Today’s Managing Health Care Costs Indicator is 200
From the Times:
In [Relman’s] ideal health care system, doctors would be salaried and organized into large multispecialty group practices similar to the Mayo Clinic and other private clinics; care would be delivered by a single-payer nonprofit system, financed by the taxpayers. “You’d save an enormous amount of money,” he said, much of it by eliminating the private insurance industry, “a parasite on the health care system.”
There is more nuance to the role of profit in health care than Relman and Angell would allow. The pharmaceutical industry might have many profiteers – and the return on capital for the pharmas has historically been high. Further, it often seems that the pharmaceutical industry spends more energy on marketing “me too” drugs and promoting new medications that are much more expensive but only a tiny bit more effective than existing generics. BUT – and it’s a big but – most of the major improvements in medical care in my professional lifetime have come from pharmas. This includes highly active antiretroviral therapy (HAART) for HIV, gleevec for chronic myelocytic leukemia, and drugs that aim at specific genetic targets for breast and lung cancer. For-profit companies have led the way in accretive innovation – the innovation that layers on new technology or new approaches to increase quality (often just a little), and also to increase revenue and cost (often a lot).
Can for-profit companies play a meaningful role in disruptive innovation, where there are large increases in value – often associated with small initial sacrifices in quality? I’d suggest the answer is unequivocally “yes,” as long as the market will reward disruptive innovation. Toshiba (a for-profit company) created the MRI machine that profitably performs $100 MRI scans for the Japanese market where price regulation didn’t allow for $1000 scans. General Electric has developed in its labs (in India) inexpensive PC-based EKG machines and a low-cost hand-held cardiac ultrasound. Ironically, of course, in the US GE would like to position the handheld cardiac ultrasound to replace the stethoscope (thus increasing cost) rather than the fixed ultrasound. In the US, where higher payment is possible for improvements in quality that often have little or no clinical value, even potentially disruptive innovation is transformed into accretive innovation. See this post for more ruminations on this example.
I’m not convinced that the profit status of a company alone determines how effective it will be at delivering value in health care. There are plenty of high-priced not-for-profit hospital systems and there are plenty of high value physician-owned offices. I do think that how the company is paid – including the price-sensitivity of purchasers and public knowledge of quality – plays a substantial role in determining whether companies increase value, or merely increase revenue. I think we need to focus on effective payment reform to increase value in health care, and then encourage competition of both for-profits and not-for-profits.
I blogged about Arnold Relman’s complaints about the Affordable Care Act last fall.
There’s more about the NEJM’s 200th anniversary. For the skeptical, check out On the Media’s interview with Jeffrey Drazen, the current editor, who talks about the many nostrums that were at one time promoted in its pages. The Journal at one point supported eugenics, pathologized homosexuality, and editorialized against women in medicine. It was published for almost a half century before the germ theory of disease became popular. Drazen notes
The key thing is to recognize you made a mistake and try to make progress.
The New England Journal has also been a market leader in making its articles available for no cost to those logging in from developing countries, and making articles with important clinical or public policy implications free immediately to all. Happy Birthday.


The problem: Retype each entry below, keeping every character the same.

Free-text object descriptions
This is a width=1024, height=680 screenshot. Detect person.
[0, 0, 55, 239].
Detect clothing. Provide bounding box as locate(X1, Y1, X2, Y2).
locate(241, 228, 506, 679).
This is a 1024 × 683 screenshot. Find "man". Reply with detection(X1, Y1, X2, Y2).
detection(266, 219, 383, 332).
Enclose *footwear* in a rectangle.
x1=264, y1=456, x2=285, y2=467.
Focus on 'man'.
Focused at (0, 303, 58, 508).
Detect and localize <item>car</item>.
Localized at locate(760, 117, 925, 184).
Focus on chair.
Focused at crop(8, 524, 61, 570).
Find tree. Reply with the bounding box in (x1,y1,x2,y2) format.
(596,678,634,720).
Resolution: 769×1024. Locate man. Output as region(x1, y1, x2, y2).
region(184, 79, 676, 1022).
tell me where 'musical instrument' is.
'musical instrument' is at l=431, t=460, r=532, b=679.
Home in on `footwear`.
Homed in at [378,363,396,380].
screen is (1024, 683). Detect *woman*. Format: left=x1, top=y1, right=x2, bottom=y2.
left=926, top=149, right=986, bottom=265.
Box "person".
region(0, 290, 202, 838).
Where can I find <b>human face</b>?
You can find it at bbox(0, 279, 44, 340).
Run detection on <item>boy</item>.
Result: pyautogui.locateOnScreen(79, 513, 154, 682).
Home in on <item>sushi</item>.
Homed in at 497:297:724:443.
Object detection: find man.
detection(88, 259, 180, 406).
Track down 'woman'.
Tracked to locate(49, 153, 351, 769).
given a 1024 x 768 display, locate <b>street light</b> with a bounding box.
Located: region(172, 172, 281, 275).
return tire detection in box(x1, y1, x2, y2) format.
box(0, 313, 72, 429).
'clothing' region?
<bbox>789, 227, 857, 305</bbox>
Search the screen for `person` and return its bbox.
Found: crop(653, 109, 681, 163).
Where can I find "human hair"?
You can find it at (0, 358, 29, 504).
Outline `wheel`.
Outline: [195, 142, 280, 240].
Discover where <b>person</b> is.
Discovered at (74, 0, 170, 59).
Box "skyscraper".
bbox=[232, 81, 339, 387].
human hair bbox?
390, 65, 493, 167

Reply to the task:
This is a width=1024, height=680 screenshot. Detect person.
[0, 0, 55, 239].
Detect clothing. Provide bounding box as locate(X1, Y1, X2, Y2).
locate(241, 228, 506, 679).
This is a 1024 × 683 screenshot. Find "man". Reply with detection(X1, Y1, X2, Y2).
detection(266, 219, 383, 332).
Enclose *footwear* in a rectangle.
x1=264, y1=456, x2=285, y2=467.
Focus on 'man'.
Focused at (0, 303, 58, 508).
Detect and localize <item>car</item>.
Localized at locate(760, 117, 925, 184).
Focus on chair.
Focused at crop(8, 524, 61, 570).
Find tree. Reply with the bounding box in (x1,y1,x2,y2) format.
(596,678,634,720).
Resolution: 769×1024. Locate man. Output as region(x1, y1, x2, y2).
region(184, 79, 676, 1022).
tell me where 'musical instrument' is.
'musical instrument' is at l=431, t=460, r=532, b=679.
Home in on `footwear`.
Homed in at [378,363,396,380].
screen is (1024, 683). Detect *woman*. Format: left=x1, top=y1, right=x2, bottom=y2.
left=926, top=149, right=986, bottom=265.
Box "person".
region(0, 290, 202, 838).
Where can I find <b>human face</b>?
You can find it at bbox(0, 279, 44, 340).
Run detection on <item>boy</item>.
Result: pyautogui.locateOnScreen(79, 513, 154, 682).
Home in on <item>sushi</item>.
Homed in at 497:297:724:443.
Object detection: find man.
detection(88, 259, 180, 406).
Track down 'woman'.
Tracked to locate(49, 153, 351, 769).
given a 1024 x 768 display, locate <b>street light</b> with a bounding box.
Located: region(172, 172, 281, 275).
return tire detection in box(x1, y1, x2, y2) format.
box(0, 313, 72, 429).
'clothing' region?
<bbox>789, 227, 857, 305</bbox>
Search the screen for `person` and return its bbox.
Found: crop(653, 109, 681, 163).
Where can I find "human hair"?
You can find it at (0, 358, 29, 504).
Outline `wheel`.
Outline: [195, 142, 280, 240].
Discover where <b>person</b> is.
Discovered at (74, 0, 170, 59).
Box "skyscraper".
bbox=[232, 81, 339, 387].
human hair bbox?
390, 65, 493, 167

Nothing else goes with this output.